As predators, we must protect the environment and biodiversity. To prevent our own starvation, we must relearn how to work with nature and not against it. The first thing one discovers in this pitiless desert is that any ecosystem is complex. There’s much to learn and little time to do it, so it’s senseless to threaten or scare any animal, including humans. Toil with compassion, stay strong, and show the humblest respect to other species for giving us life. As part of the brood of the animal kingdom, we all must someday die, and sometimes for others. That is the way of an Eco-Warrior.
Yoichi Shimatsu is a consultant and developer of natural-organic agriculture and eco-tourism along the Silk Road in the Gobi and Kumtag deserts, whenever not working as a journalist or editor.

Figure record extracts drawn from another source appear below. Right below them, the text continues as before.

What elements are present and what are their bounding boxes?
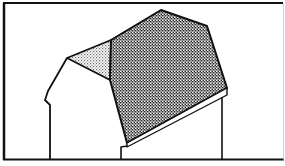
gable-end [67,40,111,80]
notch-wall [121,146,127,160]
left-wall [45,58,67,160]
house-roof-drawing [0,0,285,166]
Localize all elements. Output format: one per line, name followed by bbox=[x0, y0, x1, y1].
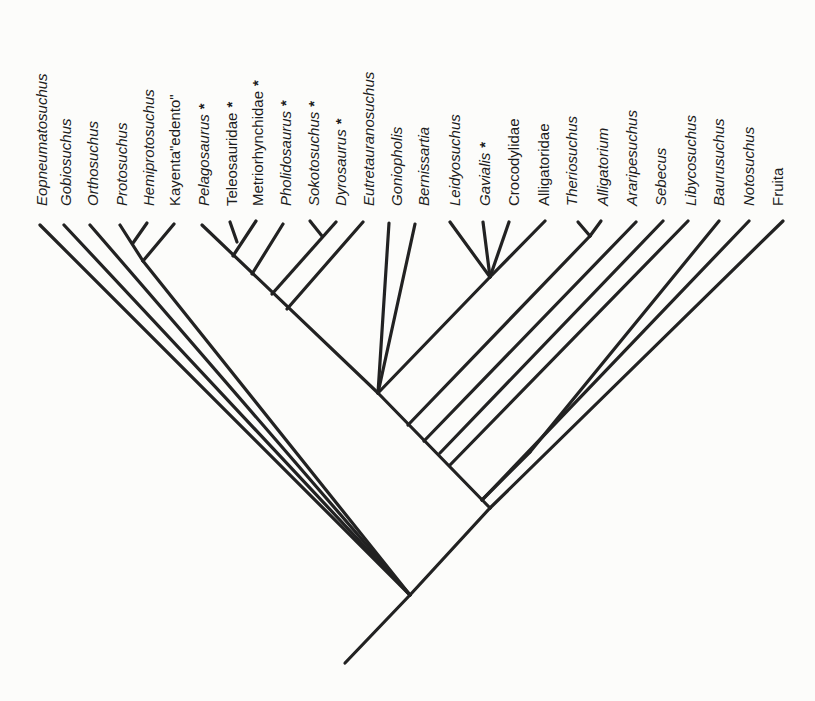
eopneumatosuchus-branch bbox=[40, 225, 410, 595]
taxon-label-goniopholis: Goniopholis bbox=[389, 127, 404, 206]
taxon-name: Theriosuchus bbox=[563, 116, 580, 206]
taxon-name: Libycosuchus bbox=[682, 115, 699, 206]
taxon-name: Teleosauridae bbox=[223, 113, 240, 206]
taxon-label-hemiprotosuchus: Hemiprotosuchus bbox=[141, 89, 156, 206]
cladogram-tree bbox=[0, 0, 815, 701]
protosuchid-clade-branch bbox=[143, 261, 410, 595]
taxon-name: Hemiprotosuchus bbox=[140, 89, 157, 206]
dyrosaurus-branch bbox=[272, 222, 336, 294]
kayenta-branch bbox=[143, 224, 174, 261]
taxon-name: Alligatoridae bbox=[535, 123, 552, 206]
crocodylia-branch bbox=[378, 277, 490, 393]
taxon-label-fruita: Fruita bbox=[770, 168, 785, 206]
asterisk-marker-icon: * bbox=[305, 101, 322, 107]
araripesuchus-branch bbox=[424, 222, 636, 441]
taxon-name: Alligatorium bbox=[594, 128, 611, 206]
taxon-label-metriorhynchidae: Metriorhynchidae* bbox=[250, 80, 265, 206]
mesoeucrocodylia-branch bbox=[410, 508, 490, 595]
taxon-label-libycosuchus: Libycosuchus bbox=[683, 115, 698, 206]
taxon-name: Baurusuchus bbox=[710, 118, 727, 206]
taxon-label-sokotosuchus: Sokotosuchus* bbox=[306, 101, 321, 206]
hemiprotosuchus-branch bbox=[133, 223, 147, 243]
baurusuchus-branch bbox=[530, 221, 719, 452]
taxon-name: Eutretauranosuchus bbox=[360, 72, 377, 206]
asterisk-marker-icon: * bbox=[249, 80, 266, 86]
taxon-label-gavialis: Gavialis* bbox=[477, 142, 492, 206]
cladogram-figure: EopneumatosuchusGobiosuchusOrthosuchusPr… bbox=[0, 0, 815, 701]
taxon-name: Araripesuchus bbox=[623, 110, 640, 206]
asterisk-marker-icon: * bbox=[223, 102, 240, 108]
fruita-branch bbox=[490, 221, 783, 508]
taxon-label-sebecus: Sebecus bbox=[653, 148, 668, 206]
gobiosuchus-branch bbox=[64, 225, 410, 595]
taxon-label-baurusuchus: Baurusuchus bbox=[711, 118, 726, 206]
taxon-label-dyrosaurus: Dyrosaurus* bbox=[333, 118, 348, 206]
taxon-name: Gobiosuchus bbox=[57, 118, 74, 206]
orthosuchus-branch bbox=[90, 225, 410, 595]
alligatorium-clade-branch bbox=[408, 236, 590, 425]
taxon-label-gobiosuchus: Gobiosuchus bbox=[58, 118, 73, 206]
taxon-name: Gavialis bbox=[476, 153, 493, 206]
root-stem bbox=[345, 595, 410, 663]
taxon-label-kayenta-edento: Kayenta"edento" bbox=[167, 94, 182, 206]
taxon-name: Leidyosuchus bbox=[446, 114, 463, 206]
taxon-name: Goniopholis bbox=[388, 127, 405, 206]
taxon-label-bernissartia: Bernissartia bbox=[416, 127, 431, 206]
alligatorium-branch bbox=[590, 221, 601, 236]
taxon-label-alligatorium: Alligatorium bbox=[595, 128, 610, 206]
taxon-name: Protosuchus bbox=[113, 123, 130, 206]
taxon-label-eutretauranosuchus: Eutretauranosuchus bbox=[361, 72, 376, 206]
asterisk-marker-icon: * bbox=[277, 100, 294, 106]
taxon-name: Metriorhynchidae bbox=[249, 91, 266, 206]
taxon-label-crocodylidae: Crocodylidae bbox=[506, 118, 521, 206]
taxon-name: Sokotosuchus bbox=[305, 112, 322, 206]
taxon-name: Pelagosaurus bbox=[195, 114, 212, 206]
taxon-label-araripesuchus: Araripesuchus bbox=[624, 110, 639, 206]
sokotosuchus-branch bbox=[310, 221, 322, 236]
taxon-label-notosuchus: Notosuchus bbox=[741, 127, 756, 206]
taxon-label-leidyosuchus: Leidyosuchus bbox=[447, 114, 462, 206]
taxon-label-eopneumatosuchus: Eopneumatosuchus bbox=[34, 73, 49, 206]
taxon-name: Kayenta"edento" bbox=[166, 94, 183, 206]
asterisk-marker-icon: * bbox=[332, 118, 349, 124]
taxon-name: Fruita bbox=[769, 168, 786, 206]
taxon-name: Crocodylidae bbox=[505, 118, 522, 206]
asterisk-marker-icon: * bbox=[476, 142, 493, 148]
taxon-label-theriosuchus: Theriosuchus bbox=[564, 116, 579, 206]
teleosauridae-branch bbox=[230, 222, 237, 242]
theriosuchus-branch bbox=[578, 222, 590, 236]
taxon-label-orthosuchus: Orthosuchus bbox=[85, 121, 100, 206]
taxon-label-pholidosaurus: Pholidosaurus* bbox=[278, 100, 293, 206]
asterisk-marker-icon: * bbox=[195, 103, 212, 109]
taxon-name: Eopneumatosuchus bbox=[33, 73, 50, 206]
spine-upper bbox=[378, 393, 490, 508]
taxon-name: Bernissartia bbox=[415, 127, 432, 206]
taxon-name: Pholidosaurus bbox=[277, 111, 294, 206]
taxon-name: Sebecus bbox=[652, 148, 669, 206]
taxon-name: Orthosuchus bbox=[84, 121, 101, 206]
taxon-label-alligatoridae: Alligatoridae bbox=[536, 123, 551, 206]
taxon-label-teleosauridae: Teleosauridae* bbox=[224, 102, 239, 206]
taxon-name: Notosuchus bbox=[740, 127, 757, 206]
taxon-label-pelagosaurus: Pelagosaurus* bbox=[196, 103, 211, 206]
taxon-name: Dyrosaurus bbox=[332, 129, 349, 206]
taxon-label-protosuchus: Protosuchus bbox=[114, 123, 129, 206]
pholidosaurus-branch bbox=[252, 224, 283, 274]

+The MAIL (London) may have set a world record for longest headline for the shortest story with “Crazed eco-terrorist shot dead after taking hostages at Discovery Channel HQ after they ‘ignored his ideas for a TV show'”. So taking up on “eco-terrorism”, we look at the Unusual List of Suspects:
- Name
- ID
- job
- causes
- demand
- crime
- record
- outcome
- quote
- ames Jae LEE
- Korean-American
- save-the-planet website
- population control,animal rights
- halt shows promoting birth
- took 3 hostages. without harm
- prior arrest for Discovery protest
- shot dead by police
- Humans are filthy, pollutive’
- Paul WATSON
- Canadian
- Sea Shephard Conservation
- animal liberation
- anti-whaling versus Japan
- rams ships, acid thrown at crews
- arrests for threats, ship damage
- star of Discovery’s ‘Whale Wars’
- Worms more valuable than people’
- Tony HAYWARD
- British
- BP CEO (just retired)
- green biz ‘Beyond Petroleum’
- limit probe into oil rig blast
- 11 workers dead, Gulf ruined
- $78,000 to Obama campaign
- $1.5 million severance pay
- ’I would like my life back’
+ See “The Werewolf Syndrome” under Menu/ HOTNEWS/Environment.